Wednesday, January 20, 2010

the immediate implications

The Brown victory underscores the need for progressives to become progressives. And that means we need to become unapologetic egalitarians--conscientiously pointing out that the Liebermans, Browns, and Emmanuel-Obamanians are corporatists, explaining why that's wrong and calling them out for it. If you're in the Democratic party, it's a lot harder to do that. We need to rally behind pols like Bernie Sanders, Tony Weiner, Dennis Kucinich, and build, build, build the Greens. We need to encourage all these groups that adhere to socialist theory and practice (SWP, SEP, SPUSA etc) to form a large coalition, multiplying their numbers from a few hundred each to several thousand--a good-sized socialist education corps. And we need to develop street theater and performative protest tactics that politically and aesthetically outshine the tea parties.

And we need to do it now. This is not a "reform versus revolution" question, at least not now. It's a question of immediately re-establishing an egalitarian message and presence in politics and culture.



1 comment:

Russell Arben Fox said...

If you're in the Democratic party, it's a lot harder to do that. We need to rally behind pols like Bernie Sanders, Tony Weiner, Dennis Kucinich, and build, build, build the Greens. We need to encourage all these groups that adhere to socialist theory and practice (SWP, SEP, SPUSA etc) to form a large coalition, multiplying their numbers from a few hundred each to several thousand--a good-sized socialist education corps.

I can't disagree with this, Matt. And yet, my heart still says both yes and no. (I know, I know; my patented wishy-washiness, again.) Yes that real egalitarianism--not welfare and subsidies, but real social justice and community-empowering reforms--cannot be built through political victories, but through changes of the heart, through building up an ethos, and that means supporting movements and parties (speaking of which: don't forget the DSA!) who push these ideals, highlight their value, argue for them on their own terms. But no in that such can't be the only implication of Brown's victory. We can't assume that all battles being fought by corporate liberals are equally irrelevant in the face of the need to build a "socialist education corps." This bill--which may have died last night, but I still think it yet lives--would, if it becomes law, build upon and extend corporate liberalism in the U.S....but for millions of people, the egalitarianism promised by such corporate liberalism is far from worthless. It can mean the difference between solvency and a medical bankruptcy. It can mean the difference between life and death.
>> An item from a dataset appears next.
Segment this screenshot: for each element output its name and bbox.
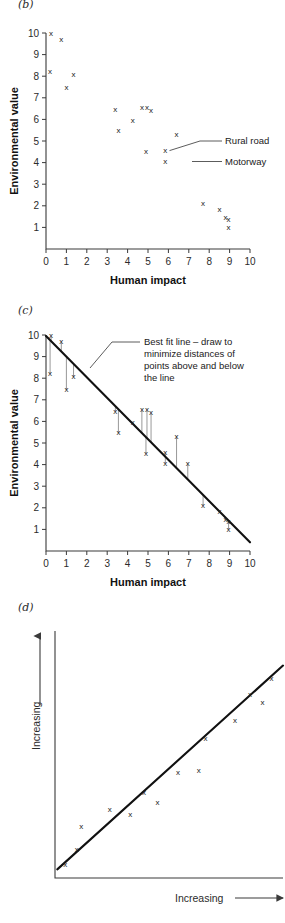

The ideal socialist education corps should urge aspiring egalitarians to keep themselves free from aligning with any of the the compromises and give-aways that will obviously attend bail-outs and Wall Street deals, etc. But they shouldn't take from Brown's victory that, in this particular case, working with the ameliorists wasn't worth it, and still isn't. In the matter of health care, I disagree about bad bills being worse than no bills; even bad, colluding bills can be more egalitarian than what we have now.